Peridot is a dynamically typed, interpreted and embeddable programming language.
It is aimed for easy concurrency, simplicity and speed.
Features
Note: Peridot is still under heavy development, so not all of this features might be true but it is how we want the final design to look like
- Embeddable: Peridot aims to be embeddable with a simple to use C API, building it is also quick and painless.
- Garbage Collected: Peridot is garbage collected meaning you never have to worry about leaking memory.
- Easy to learn & use: Peridot's syntax is easy to get used to in about an hour.
- Big standard library: Peridot comes with a lot of tools to avoid reinventing the wheel while keeping them simple and small
- Dynamically typed: Peridot is dynamically typed so you don't have to keep writing types, focus more on the code.
- Fast: Peridot uses a Bytecode Virtual Machine (PVM) to run code.
- JIT: Peridot has plans to do Just-In-Time compilation (PDJIT) in the future. (without LLVM)
- Tools: Comes packed with tools to make development easier, documentation generator/browser and a code formatter.
- Asynchronous: Peridot uses libuv for Asynchronous event-driven programming.
- Portable: Peridot is portable across Windows, Mac and Linux and code written in it will work across platforms.
- Low Memory: Peridot's VM itself uses very low memory.
- Well documented: Both the language and it's source code are well documented and it's easy to use & contribute.
- Packages: Peridot makes it easy to develop and publish re-useable packages.
- Object Orientated: Peridot has first class support for classes/objects, they are made as lightweight as possible.
# Printing text
println("Hello, World!")
# Functions
function sum(x, y)
return x + y
end
# String interpolation
println("5 + 2 = #{sum(5, 2)}")
# Modules
import math
println(math.sin(30))
# Classes
class Person
function init(name, age)
self.name = name
self.age = age
end
function speak(text)
println("#{self.name}: #{text}")
end
end
john = Person("John", 16)
john.speak("Hello, World!")Run it with
$ peridot main.pdA REPL (Read-Eval-Print-Loop) is also available
$ peridot- Instructions to build from source is available at BUILDING.md
Prebuilt binaries will be available once we have a stable release.
Right now peridot has partial documentation in the docs directory, soon it will be put in a fancy website once stable.
Peridot is still under heavy development, if you wish to contribute see CONTRIBUTING.md
Peridot has a Discord Server for the community, join the server for discussing ideas or just some general conversations!

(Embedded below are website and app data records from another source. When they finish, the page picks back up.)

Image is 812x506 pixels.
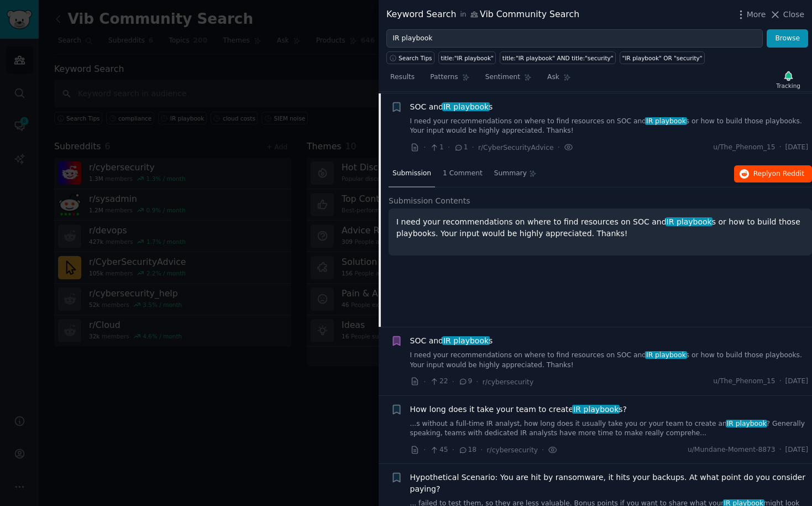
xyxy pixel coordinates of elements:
[542,444,544,456] span: ·
[423,376,426,388] span: ·
[410,116,809,136] a: I need your recommendations on where to find resources on SOC andIR playbooks or how to build tho...
[773,68,805,91] button: Tracking
[645,117,687,125] span: IR playbook
[442,102,490,111] span: IR playbook
[754,169,805,179] span: Reply
[478,144,554,152] span: r/CyberSecurityAdvice
[430,142,444,153] span: 1
[390,72,415,83] span: Results
[767,29,808,48] button: Browse
[548,72,559,83] span: Ask
[773,170,805,178] span: on Reddit
[438,51,496,65] a: title:"IR playbook"
[386,29,763,48] input: Try a keyword related to your business
[460,10,466,20] span: in
[410,404,628,416] a: How long does it take your team to createIR playbooks?
[726,419,767,427] span: IR playbook
[572,404,620,414] span: IR playbook
[389,195,471,207] span: Submission Contents
[747,9,766,20] span: More
[485,72,520,83] span: Sentiment
[410,404,628,416] span: How long does it take your team to create s?
[459,445,477,455] span: 18
[544,68,575,91] a: Ask
[503,54,614,62] div: title:"IR playbook" AND title:"security"
[780,142,782,153] span: ·
[442,336,490,345] span: IR playbook
[487,446,538,454] span: r/cybersecurity
[410,351,809,370] a: I need your recommendations on where to find resources on SOC andIR playbooks or how to build tho...
[443,168,483,179] span: 1 Comment
[423,142,426,153] span: ·
[393,168,431,179] span: Submission
[410,335,493,347] span: SOC and s
[452,444,455,456] span: ·
[472,142,474,153] span: ·
[786,142,808,153] span: [DATE]
[426,68,474,91] a: Patterns
[410,102,493,113] span: SOC and s
[410,335,493,347] a: SOC andIR playbooks
[454,142,468,153] span: 1
[714,142,775,153] span: u/The_Phenom_15
[780,445,782,455] span: ·
[430,72,458,83] span: Patterns
[736,9,766,20] button: More
[459,377,472,386] span: 9
[481,444,483,456] span: ·
[410,471,809,495] a: Hypothetical Scenario: You are hit by ransomware, it hits your backups. At what point do you cons...
[714,377,775,386] span: u/The_Phenom_15
[494,168,527,179] span: Summary
[386,68,419,91] a: Results
[734,165,812,183] button: Replyon Reddit
[688,445,776,455] span: u/Mundane-Moment-8873
[784,9,805,20] span: Close
[500,51,616,65] a: title:"IR playbook" AND title:"security"
[410,102,493,113] a: SOC andIR playbooks
[386,51,434,65] button: Search Tips
[780,377,782,386] span: ·
[399,54,433,62] span: Search Tips
[666,217,714,226] span: IR playbook
[777,82,801,90] div: Tracking
[430,377,448,386] span: 22
[645,351,687,359] span: IR playbook
[622,54,703,62] div: "IR playbook" OR "security"
[397,216,805,239] p: I need your recommendations on where to find resources on SOC and s or how to build those playboo...
[786,377,808,386] span: [DATE]
[452,376,455,388] span: ·
[483,379,533,386] span: r/cybersecurity
[448,142,450,153] span: ·
[770,9,805,20] button: Close
[410,419,809,438] a: ...s without a full-time IR analyst, how long does it usually take you or your team to create anI...
[557,142,559,153] span: ·
[423,444,426,456] span: ·
[620,51,705,65] a: "IR playbook" OR "security"
[430,445,448,455] span: 45
[386,8,580,21] div: Keyword Search Vib Community Search
[786,445,808,455] span: [DATE]
[441,54,494,62] div: title:"IR playbook"
[476,376,478,388] span: ·
[482,68,536,91] a: Sentiment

We like to meet new people so come and say hi
Peridot documents a lot of it's internals on how they work in comments in the source code, some other general ideas can be found at docs/Internals.md
Peridot's code is also very easy to understand at this point so be quick! hop in the development team before it turns complex in the future!
We hope we made peridot as easy as possible to understand the source code and contribute.
Since peridot is in very early stage a lot of unexpected bugs might be there so please keep opening issues as you find them and we will try to fix them.
Using peridot in production is not recommended at this time however writing some interesting projects locally is a good idea to help us find weird bugs that we might have missed.
This language's design may rather be different, maybe you will have different needs, there's also some hardcoded limits on things that other languages would give you infinitely, now is a good time to discuss some changes that might be needed before it counts as a giant breaking change, if you hit any of the limits in idiomatic code (i.e not on purpose) then let us know and exactly what were you doing and we might consider changing the limits if seen fit.
Special Thanks to Bob Nystrom for his excellent Crafting Interpreters book.
This couldn't have been possible without the help the book gives to get started, i followed Part 3 of the book for a bytecode virtual machine but started adding my own modifications as i kept following it, it was harder to modify while following the book but it was fun.
The book is still incomplete and so is my progress with it, the current progress is:
- Chunks of Bytecode.
- A Virtual Machine.
-
Scanning on Demand.I use my own lexer using Flex. -
Compiling Expressions.I use my own parser using Bison and made a different compiler using an Abstract Syntax Tree. -
Types of values.I kind of rushed and took the optimized NaN boxed values since i was researching about it previously. - Strings.
- Hash Tables.
- Global Variables.
- Local Variables.
- Jumping Back and Forth. (missing
forloops, couldn't decide on a syntax.) - Calls and Functions.
- Closures.
- Garbage Collection.
- Classes and Instances. In Progress...
- Methods and Initializers.
- Superclasses
-
Optimization(This page is not written yet in the book.)
That said, i don't want this language to be strictly tied to the book, it's a great start but eventually the code could change and become something else, something advanced.
More specifically, i have plans to replace the GC and the scoping rules (scoping is already different just the code is messy by hacking the book's code.)
Peridot is licensed under the MIT License!